One World Farm, Inc.

Emerging from the intensive experience of securing food for thousands of our neighbors, we believe food insecurity must be eliminated at its systemic roots. PIN is soon to open, in Flatbush, the One World Community Kitchen. This kitchen will house a Food Justice Leadership/ Food Industry workforce training program and a farm and craft stand. PIN will begin the Food Justice and Culinary Leadership program by Summer, 2022, as soon as we identify an appropriate space. Priority participants will be recent immigrants and other women for whom training in a skill based upon their cooking knowledge and in entrepreneurship would mean greater economic independence.

The program will:

  • Train women to earn NYC Food Protection Certificates and learn soft skill employment skills as they produce meal prep kits, cut salad and fruit, samosas, baked goods, juices, smoothies, and other marketable items.

  • Teach entrepreneurship and basic business skills by running a farm and craft stand on weekends.

Equally important, the training will build participants’ knowledge of the global food system, emphasizing the right of all to safe, healthy, and adequate food, and elevate their roles as food equity peer advocates within their communities. Eventually, we plan to graduate at least 100 Food Justice Peer Advocates each year. This program has received start-up commitments from the New York City Council and New York City’s Participatory Budgeting Program.

To PIN, Food Justice means:

  • Universal access to fresh, nutritious, local, culturally appropriate, and affordable food.

  • Climate-friendly systems to farm, produce, and distribute food that rejuvenates our air, water, and soil.

  • Good food jobs as a pathway to economic independence and self-determination that is accessible to all.

  • Consumer-farmer connections allow people to know who grows their food, where, and how it is grown.

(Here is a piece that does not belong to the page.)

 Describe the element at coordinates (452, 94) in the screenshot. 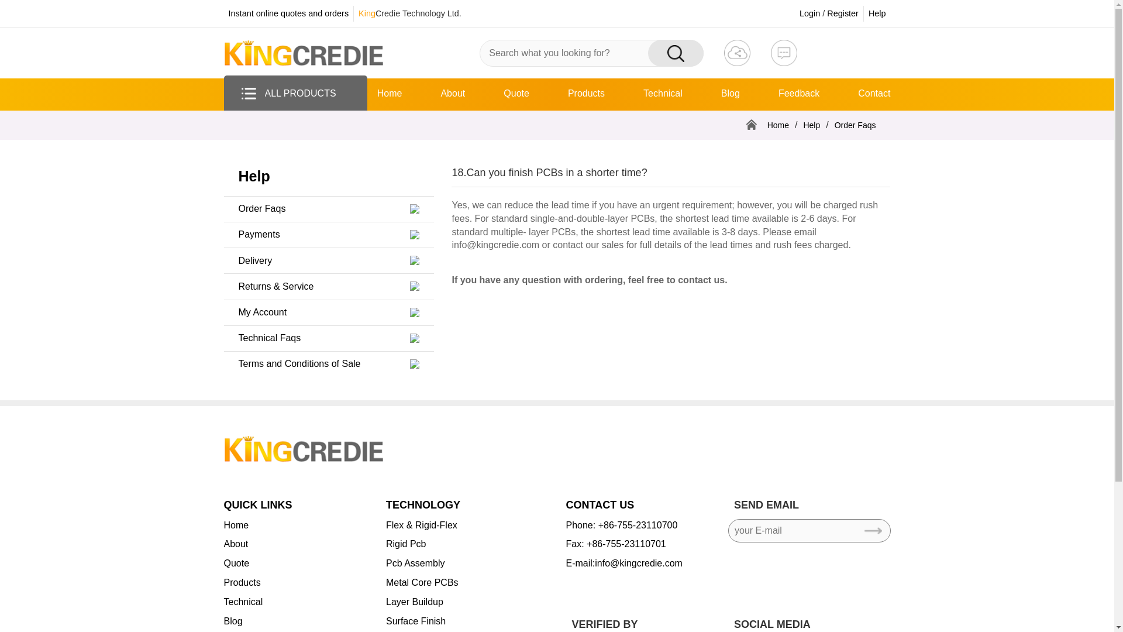

I see `About` at that location.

  • Learn from the farming practices and food systems of our elders, including indigenous people worldwide, and act for the generations not yet born.

The Birth of the One World Farm

To immerse its food justice advocates in 360° learning, PIN seeks to connect its peer advocates with the burgeoning sustainable farm and food movement in Upstate New York. PIN is in the process of purchasing and developing a rural campus for its program, a 2.9-acre lakeside property in the town of Copake, in Columbia County, New York. The parcel consists of a 7-bedroom suburban-style house along with a barn-sized recreational building and open space. The property previously has served as a day camp for disabled children and as a residence for disabled adults.

PIN is seeking to develop the Copake site, located at 3 Cross Street, to continue the parcel’s long- standing social mission, with two major objectives:

1. Extend the Brooklyn-based Food Justice and food preparation training to include a direct connection to farmers who grow healthy food. Participants will learn to prepare value-added products made from Hudson Valley produce which would then be sold at PIN’s Brooklyn farm stand and distributed for sale in retail outlets through New York State. The training facility will be based upon the conversion of its spacious kitchen space to a fully accessible institutional kitchen suitable for group training and food production, without barriers to those with physical or mental disabilities. This will make possible offering training to a full range of people: PIN participants who would travel up from Brooklyn for brief stays and people with disabilities and those with special needs already living in Columbia County, all of whom might convert such culinary training into jobs. The kitchen, with or without PIN’s trainers, will be available for visits and rental by groups serving special populations and local school classes interested in hands-on learning about sustainable food production and diets.

The facility is well suited to offer short stay respites to enjoy the beauty of Columbia County and the lake site to trainees and their children, much as bungalow colonies, summer camps and Catskill hotels served immigrants and other large city residents in the 20th Century.

2. Net Zero farming will use a portion of the site to grow hydroponic microgreens and herbs in ways that would serve as a model for small-scale, sustainable farming in harmony with the lake ecology. The operation would maintain and even enhance the pristine nature of the lake through technologies such as gray water recovery and biodigesting (rapid composting) invasive weeds and goose waste. The main building on the site already uses solar hot water heating.